Luckily, you can help stem this devolutionary tide when the New Year rolls in a few months from now. Herewith, some suggestions for toasting the New Year—or some other special occasion, such as a best friend’s wedding where you are the best man or the maid of honor—in a distinctive, memorable way.
• Put some effort into it. “If someone asks you to make a toast, it’s really a big compliment and you ought to do a little homework. You ought to take it seriously because it takes a lot of preparation to make anything look easy.” So says Mary Mitchell, author of The Complete Idiot’s Guide to Etiquette, which devotes two pages to the subject. “Use your words wisely because people really are listening,” she says. A toast is a small speech; it should have an opening, a body and a conclusion, says Mike Nessle, president of Main Line Toastmasters, a chapter of Toastmasters International, which publishes the booklet Mastering the Toast.
“The best toasts are original and heartfelt.

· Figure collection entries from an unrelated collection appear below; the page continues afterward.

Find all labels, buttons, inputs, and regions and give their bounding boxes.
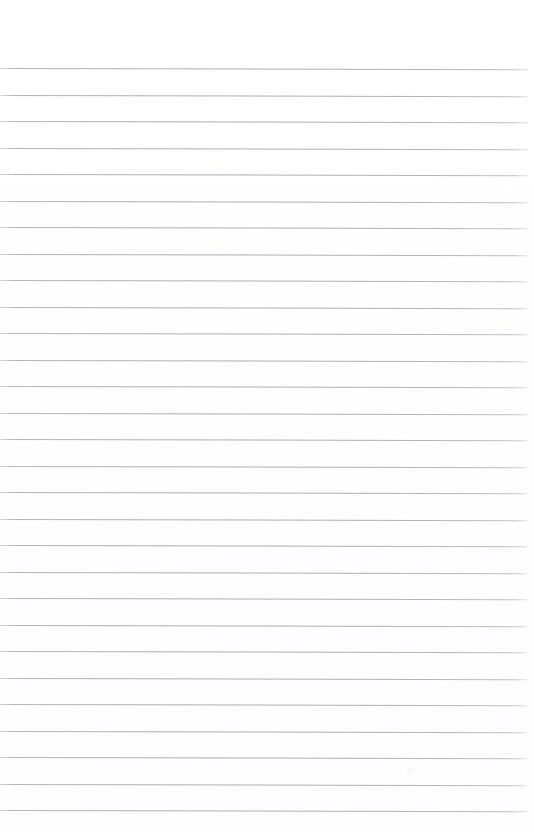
rule-line xyxy=(0,227,527,229)
scanned-page xyxy=(0,0,534,832)
rule-line xyxy=(0,677,526,679)
rule-line xyxy=(0,147,528,149)
rule-line xyxy=(0,624,527,626)
rule-line xyxy=(0,810,526,812)
rule-line xyxy=(0,518,527,520)
rule-line xyxy=(0,306,527,308)
rule-line xyxy=(0,253,527,255)
rule-line xyxy=(0,412,527,414)
rule-line xyxy=(0,386,527,388)
rule-line xyxy=(0,783,526,785)
rule-line xyxy=(0,68,528,70)
rule-line xyxy=(0,359,527,361)
rule-line xyxy=(0,465,527,467)
rule-line xyxy=(0,439,527,441)
rule-line xyxy=(0,94,528,96)
rule-line xyxy=(0,174,528,176)
rule-line xyxy=(0,333,527,335)
rule-line xyxy=(0,730,526,732)
rule-line xyxy=(0,757,526,759)
rule-line xyxy=(0,492,527,494)
rule-line xyxy=(0,571,527,573)
rule-line xyxy=(0,280,527,282)
rule-line xyxy=(0,545,527,547)
rule-line xyxy=(0,704,526,706)
rule-line xyxy=(0,651,527,653)
rule-line xyxy=(0,200,528,202)
ruled-lines-layer xyxy=(0,0,534,832)
rule-line xyxy=(0,598,527,600)
rule-line xyxy=(0,121,528,123)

It’s too easy to get caught up in clichés.”
• Keep it short and sweet. “People don’t want you dragging out last year while they’re trying to get on with the New Year,” says John Bridges, co-author with Bryan Curtis of Toasts & Tributes: A Gentleman’s Guide to Personal Correspondence and the Noble Tradition of the Toast. “They’re holding their glasses in the air. They want to sip the champagne. You don’t want the bubbly to go flat while you drone on. A gentleman knows that a well-planned or well-phrased toast should never last longer than 60 seconds.”
And never, ever, read your toast, Mitchell says. If it’s too long to memorize, it’s too long, period.

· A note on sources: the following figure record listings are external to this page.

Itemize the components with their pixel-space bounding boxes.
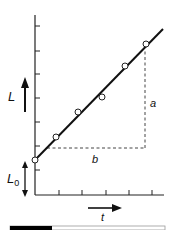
fit-line [35,29,163,160]
progress-bar-fill [10,226,52,230]
x-axis-label: t [101,211,105,223]
double-arrow-icon [22,161,28,197]
rise-label: a [150,97,156,109]
x-axis-ticks [59,190,152,195]
y-axis-label: L [8,89,15,104]
y-axis-ticks [35,26,40,170]
linear-fit-diagram: L L0 a b t [0,0,173,230]
data-point [143,41,149,47]
right-arrow-icon [88,204,122,212]
up-arrow-icon [21,77,29,112]
data-point [99,94,105,100]
data-point [75,109,81,115]
progress-bar [10,226,165,230]
data-point [32,157,38,163]
data-point [53,134,59,140]
intercept-label: L0 [7,171,19,188]
data-point [122,63,128,69]
run-label: b [92,153,98,165]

• Don’t turn it into a contest. “This is not a round robin,” Bridges says. “You’re not out to top the other guy.” A toast from the host and a designated toastmaster is sufficient. Also, this is not your opportunity to show your chops as a stand-up comedian.

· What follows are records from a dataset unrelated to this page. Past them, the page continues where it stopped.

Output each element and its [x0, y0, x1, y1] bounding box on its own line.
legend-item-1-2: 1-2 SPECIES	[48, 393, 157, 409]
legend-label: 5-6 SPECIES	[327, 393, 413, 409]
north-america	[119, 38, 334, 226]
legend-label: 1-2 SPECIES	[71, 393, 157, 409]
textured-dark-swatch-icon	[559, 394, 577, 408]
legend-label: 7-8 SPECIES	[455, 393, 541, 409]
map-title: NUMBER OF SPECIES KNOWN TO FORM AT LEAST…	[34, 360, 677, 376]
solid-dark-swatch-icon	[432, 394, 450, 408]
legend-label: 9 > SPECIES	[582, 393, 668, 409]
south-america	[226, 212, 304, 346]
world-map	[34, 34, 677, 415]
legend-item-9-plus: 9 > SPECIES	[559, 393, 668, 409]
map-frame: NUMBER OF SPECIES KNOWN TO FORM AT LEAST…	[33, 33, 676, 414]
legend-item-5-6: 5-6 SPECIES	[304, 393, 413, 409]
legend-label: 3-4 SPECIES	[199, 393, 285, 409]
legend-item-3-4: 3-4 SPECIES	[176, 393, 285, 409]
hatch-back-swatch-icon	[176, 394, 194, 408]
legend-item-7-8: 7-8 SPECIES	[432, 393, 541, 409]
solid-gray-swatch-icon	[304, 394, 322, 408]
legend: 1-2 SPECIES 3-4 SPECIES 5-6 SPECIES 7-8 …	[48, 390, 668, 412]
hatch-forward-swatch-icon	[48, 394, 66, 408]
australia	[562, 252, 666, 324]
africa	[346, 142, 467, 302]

• Beware the Irish. They have a way with words, to be sure, which is why so many are poets (and newspaper columnists). Open any collection of toasts and you’ll be amazed how many have Irish roots. Their blarney can be charming, but in the grip of John Barleycorn, the sons of the Olde Sod can wax hopelessly mawkish and sentimental.
Make sure the toast is appropriate for the audience and the occasion. Though the sentiments may be akin, the toast one might raise to Harley-riding bikers in the Pagans’ clubhouse will differ, certainly, from the one offered to blueblood swells at the Merion Cricket Club, if only in the resort to four-letter diction.
“What is the goal?” says Debbie Wolf, vice president of education at SmithKline Speecham, the Toastmasters chapter at Glaxo SmithKline. “Is the goal to be clever and entertaining? Or meaningful and thought-provoking?” As occasions for toasting go, New Year’s Eve is special. “People are in a festive mood, an alcoholically enhanced festive mood,” Bridges says. “There’s more latitude to be rowdy, naughty and bawdy. It’s a time when people are expected to get loud—tastefully loud, for a gentleman”—or gentlewoman—“is never raucous.” A proper New Year’s toast, like Janus, the double-faced Roman god of beginnings and endings, looks backward and forward.
“The main thing is to express high hopes for the new year and happy memories of the past year rather than anything dolorous,” Bridges says. “Keep it upbeat and joyous. Salute the friends who are with you, remember those who aren’t, and be grateful you’re alive for another turn of the calendar.”